An NFT bridge breaks between blockchains, while a new chain with enforced royalties glows above.

The Bigger Picture: Creators vs. Composability

There’s a tension at the heart of this issue. On one side, creators need income. On the other, users want freedom. The more you lock down an NFT to protect royalties, the less useful it becomes in the broader Web3 ecosystem.

Think of it like this: if your NFT can only be traded on one platform, it’s not really part of the open web. It’s a walled garden. That’s why some experts argue that the answer isn’t more restrictions - it’s better standards. EIP-2981 was a step. But we need something deeper: a universal rule that every chain, every wallet, every dApp must respect.

Right now, the industry is split. OpenSea is trying to enforce. Blur is trying to disrupt. Enjin and RARI are trying to rebuild. And creators? They’re caught in the middle.

What Creators Can Do Today

If you’re an artist, musician, or developer who mints NFTs:

  • Always use EIP-2981. Don’t rely on custom code.
  • Check which marketplaces list your NFTs. Avoid ones that let buyers disable royalties.
  • Consider minting on chains like Enjin or RARI if you want guaranteed enforcement.
  • Use tools like Nansen or Dune Analytics to track where your NFTs are being sold - and whether royalties are being paid.
  • Join creator collectives pushing for on-chain standards. Change won’t come from one person.
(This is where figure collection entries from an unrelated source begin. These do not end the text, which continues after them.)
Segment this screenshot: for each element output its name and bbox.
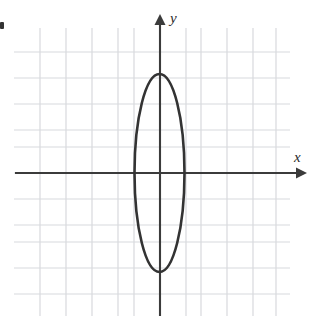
- coordinate-plane-svg: [0, 0, 313, 321]
- y-axis-label: y: [170, 11, 177, 26]
- graph-figure: y x: [0, 0, 313, 321]
- x-axis-arrowhead: [296, 168, 307, 179]
- x-axis-label: x: [294, 150, 301, 165]
- y-axis-arrowhead: [155, 14, 166, 25]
It’s not enough to just mint and hope. You have to be proactive. The blockchain doesn’t protect you - the rules you build into it do.

What’s Next?

The future of NFT royalties isn’t in marketplaces. It’s in the protocol layer. If every blockchain, wallet, and exchange starts treating royalties as non-negotiable - like gas fees or transaction timestamps - then creators finally get the long-term income they deserve.
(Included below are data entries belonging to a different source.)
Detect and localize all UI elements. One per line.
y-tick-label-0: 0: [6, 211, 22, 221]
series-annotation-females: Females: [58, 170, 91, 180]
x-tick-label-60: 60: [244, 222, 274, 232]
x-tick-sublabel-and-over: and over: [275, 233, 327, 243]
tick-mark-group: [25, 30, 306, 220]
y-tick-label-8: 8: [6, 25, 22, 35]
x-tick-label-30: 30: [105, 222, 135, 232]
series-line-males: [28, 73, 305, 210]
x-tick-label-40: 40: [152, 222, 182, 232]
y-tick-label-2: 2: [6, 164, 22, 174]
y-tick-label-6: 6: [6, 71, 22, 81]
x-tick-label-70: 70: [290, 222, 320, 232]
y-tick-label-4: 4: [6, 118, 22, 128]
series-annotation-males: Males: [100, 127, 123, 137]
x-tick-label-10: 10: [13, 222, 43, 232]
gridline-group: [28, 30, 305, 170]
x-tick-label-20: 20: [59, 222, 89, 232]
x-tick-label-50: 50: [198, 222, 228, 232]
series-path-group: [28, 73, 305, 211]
Until then, the system is broken. And until creators demand better, it will stay that way.

Can NFT royalties be enforced without a blockchain?

No. Royalties rely on smart contracts - self-executing code on a blockchain. Off-chain systems, like centralized databases or legal contracts, can’t automatically trigger payments when an NFT is sold. Without the blockchain, royalties become voluntary agreements, which most marketplaces ignore.
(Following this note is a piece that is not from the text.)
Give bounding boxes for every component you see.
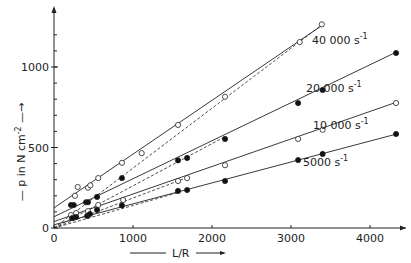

Why do some NFT marketplaces ignore royalties?

Marketplaces like Blur ignore royalties to attract traders. Buyers get lower prices because they don’t pay the creator’s cut. The marketplace profits from higher trading volume. It’s a business model built on undercutting creators - and it works, at least in the short term.

Does EIP-2981 guarantee that I’ll get paid?

No. EIP-2981 only provides a standard way to declare royalties. It doesn’t force marketplaces to honor them. Your NFT can have perfect EIP-2981 compliance and still lose royalties if sold on a non-compliant platform. True enforcement requires the blockchain itself to check and reject non-paying transfers.

Can I use EIP-2981 on Solana or other chains?

EIP-2981 is an Ethereum standard. Solana, Polygon, and other chains use different systems. Some have adopted similar royalty logic, but there’s no universal cross-chain standard yet. If you move your NFT off Ethereum, you risk losing royalty enforcement unless the target chain has its own compatible mechanism.

Are there legal risks to enforcing royalties on-chain?

In some countries, smart contracts aren’t legally recognized as binding agreements. Even if your code says "pay 10%," a court might not enforce it. Also, if royalties are enforced too strictly - like blocking all transfers - it could be seen as restricting property rights. Legal clarity is still evolving.